The Silence of Bones - June Hur Page 0,107

mother … You are certain Officer Shim is the killer?”

“There is no doubt about his connection to the murders,” Inspector Han said, and he looked my way. The scratch I’d left on his cheek looked red and raw in the torchlight.

Woorim. He hadn’t mentioned her name. My pulse quickened, beating hard against my right temple.

“When was the last time you saw Senior Officer Shim?” Inspector Han asked me.

The beating in my head grew stronger, making it difficult to think, but I still managed to reply, “Around midafternoon, sir.”

“Hours have passed since then.” He gazed up at the gray-blue sky, the moon still hanging over a cloud. “Shim wouldn’t have returned to the capital. He told a guard he’d come to speak with me, and he must have overheard my manservant through the hanji screens. The accusations against him. Wherever he went, he might already be too far for us…”

As the officers speculated, and as others dragged the shaman’s corpse out from the well, I stood still, unable to move. Woorim’s grip on my thoughts tightened, her fingers wrapping around mine in desperation, cold and sticky with blood. Seol, please help me, please, please help me. Her plea echoed and sent a ripple of bumps down my spine, her voice growing louder and louder until it was all I could hear.

“What is the matter?”

My attention snapped back to Inspector Han, and a light sparked in my mind. “Officer Shim … he might not be too far away.”

“What do you mean?”

“Dead woman Byeol’s house,” I whispered, my eyes widening. “Officer Shim’s helpers, they mentioned that place, that they must return there. Woorim could be there as well.”

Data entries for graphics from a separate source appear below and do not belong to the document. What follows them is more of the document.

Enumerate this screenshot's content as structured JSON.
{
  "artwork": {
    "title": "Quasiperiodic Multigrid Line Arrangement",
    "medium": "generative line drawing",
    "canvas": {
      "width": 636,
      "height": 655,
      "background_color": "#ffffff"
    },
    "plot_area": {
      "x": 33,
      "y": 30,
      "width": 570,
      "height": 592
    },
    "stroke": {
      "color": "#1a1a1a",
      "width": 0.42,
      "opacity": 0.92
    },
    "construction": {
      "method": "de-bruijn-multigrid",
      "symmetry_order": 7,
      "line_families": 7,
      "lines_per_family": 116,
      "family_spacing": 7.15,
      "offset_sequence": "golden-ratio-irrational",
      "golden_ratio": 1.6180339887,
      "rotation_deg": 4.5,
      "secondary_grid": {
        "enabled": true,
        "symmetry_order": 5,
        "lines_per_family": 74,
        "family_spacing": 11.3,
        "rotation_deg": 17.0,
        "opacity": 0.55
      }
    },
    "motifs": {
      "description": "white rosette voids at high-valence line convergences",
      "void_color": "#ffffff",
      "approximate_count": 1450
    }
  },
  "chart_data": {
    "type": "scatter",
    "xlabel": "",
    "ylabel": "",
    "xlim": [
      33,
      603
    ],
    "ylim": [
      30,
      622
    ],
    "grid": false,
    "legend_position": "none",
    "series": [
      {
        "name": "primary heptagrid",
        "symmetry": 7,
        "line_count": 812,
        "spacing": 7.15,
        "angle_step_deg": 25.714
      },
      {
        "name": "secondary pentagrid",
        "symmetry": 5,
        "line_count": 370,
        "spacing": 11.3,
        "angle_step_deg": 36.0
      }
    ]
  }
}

Once, my words would have fallen upon deaf ears. But at this moment, perhaps only ever this moment, my voice was like a torchlight raised against the darkness of night. There were no eyebrows raised, no rebukes flying my way for speaking out of turn. There were only men watching and listening.

“And where is this dead woman Byeol’s hut, Damo Seol?” Commander Yi asked gently.

“I … I don’t know, sir.” We would have to go from hut to hut, asking for directions, but we didn’t have time—

My panic stilled at the sight of the old man. “He must know.”

The old man stared at me, pointing his finger at himself.

“Yes,” I said. “That man.”

A soldier pushed the old man, and he came stumbling forward into Commander Yi’s periphery. He flicked a nervous glance toward the near mountain and said, “It is up there on Mount Yongma!”

“Well then,” Commander Yi said. “Lead the way.”

“Me, sir?”

“You offered to be our guide. Now lead.”

The officers, around twelve of them, mounted their horses and gathered into a line. As for me, horseless as I was, I fell behind, far from Inspector Han, far from the possibility of being stopped and told that my lips were too blue, that I ought to stay behind and search for shelter. He would be right to suggest this. And it did occur to me, as I gazed up at the jagged shadows of Mount Yongma’s peak, that I might not survive the icy journey if I followed.

Still, my feet moved forward, one step after the next.

Not because of fearlessness—no, my stomach ached with terror. I followed the officers because the moment I’d grabbed onto Woorim’s hand, trying to pull her out of danger, her destiny had bound itself to mine. I had seen desperation gleam in her eyes and I had touched her wound.

How could I forget? How could I turn away?

* * *

We traveled into the forest that covered the mountain, trees rising like the hackles of wolves. My damp robe had frozen stiff under the spare blanket offered to me, and strands of my once-dripping hair now hung on either side of my face like black icicles. With each step, I could feel my limbs less and less, the cold piercing so deep into the marrow of my bones that tears rolled down my numb cheeks.

As I wiped the wetness from my face, Inspector Han—who was riding ahead of us—slowed and looked over his shoulder. He said something to Commander Yi, then tugged at the reins and steered his horse around. Hooves tramped down the slope, and soon the creature came to a prancing halt a few feet away from me.

“Go back down to the village. I’ll send an officer with you,” he said. “The cold might kill you.”

I shook my head and gritted my teeth hard, to still their chattering. “N-no.”